The fact that enemies — or “Humanz,” and no, I’m not making that shit up — can only be dispatched using fire simply adds to the rampant idiot factor here, as cracking someone in the head with an axe or, say, three rounds from a .45, isn’t sufficient to take him out, but brushing against him with a flaming chair will result in instant crispification. The fact that the women you meet early in the game are whiny, helpless dolts incapable of performing even the simplest acts of self-preservation only made me want to set ol’ Ed Carnby himself alight with his own smoldering stool simply to put him out of our misery. Using live electrical lines to scale a building only polishes up the dumb and puts it on prominent display in a well-lit velvet-lined case, but at that point I simply shrugged, and uttered a resigned, “sure, why not?”

Damn headcrabz.

This is a game that asked me to move a fire extinguisher up one floor in a ravaged building by setting the extinguisher on a lift-elevator contraption, then climbing a nice, wide ledge (wide enough to accommodate a large, metallic, fire extinguisher-shaped cylinder, for instance) up to the area that needed some extinguishing. From there I had to jump off yet another ledge and catch yet another sputtering electrical line, which in turn lifted the elevator and conveniently deposited the extinguisher on the proper level. After wrestling with severe clipping issues, I then climbed back up and retrieved the extinguisher and used it to douse some very attractive flames before passing through a door to the next titillating activity. At this point I’m wondering what would have been wrong with a little lift-drop-climb, lift-drop-climb action to deposit the fire extinguisher on the next floor, instead of making me jump around like a spastic lemur using the game’s shitty movement mechanics.
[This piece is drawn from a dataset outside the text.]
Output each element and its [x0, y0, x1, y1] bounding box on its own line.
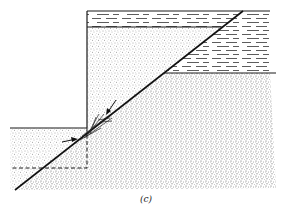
fault-cross-section-diagram [0, 0, 292, 210]
footwall-shale-layer [87, 11, 243, 27]
figure-caption: (c) [0, 194, 292, 204]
We’ve all met those special Mensa candidates who are so ass-scratchingly, finger-sniffingly stupid that they fail to appreciate even the depth of their own imbecility, but there’s something endearingly tolerable about a dumb fuck who’s just smart enough to realize he’s a dumb fuck and so doesn’t need to broadcast his idiocy to the world like an Emergency Alert System test run amok. Alone in the Dark is the first and worst kind of stupid; that is, stupid with a pretense to omniscience, an intolerable blend of ignorance and arrogance that makes me want to pummel an effigy of Jerry Falwell with large slabs o’ meat.

Listen, I can play games. Trust me on this. I’m there. I know where to go, what to do, how to figure things out. So when a game assumes that I am, in fact, as chin-bitingly stupid as it is, it’s my first indication that something is inexorably wrong on the order of “blimey, Cap’n Smith, I think we’ve hit sumpin’.” I neither want nor need to be led slack-jawed through every level while the designer has me jumping through hoop after intelligence-sapping hoop like a large performing feline of impending explosive demeanor; it’s the designer’s job to get me, the player, to not notice the hoops, but when they continuously club me over the head with them I’ll not be held accountable for whomever might get eaten.

A little subtlety goes a long way towards keeping me in the experience, but unfortunately for survival horror fans and anyone who likes their games slightly smarter than the average three-iron, Alone in the Dark is about as subtle as a home trepanation kit. Don’t buy it, don’t rent it, don’t even look at it on the shelf.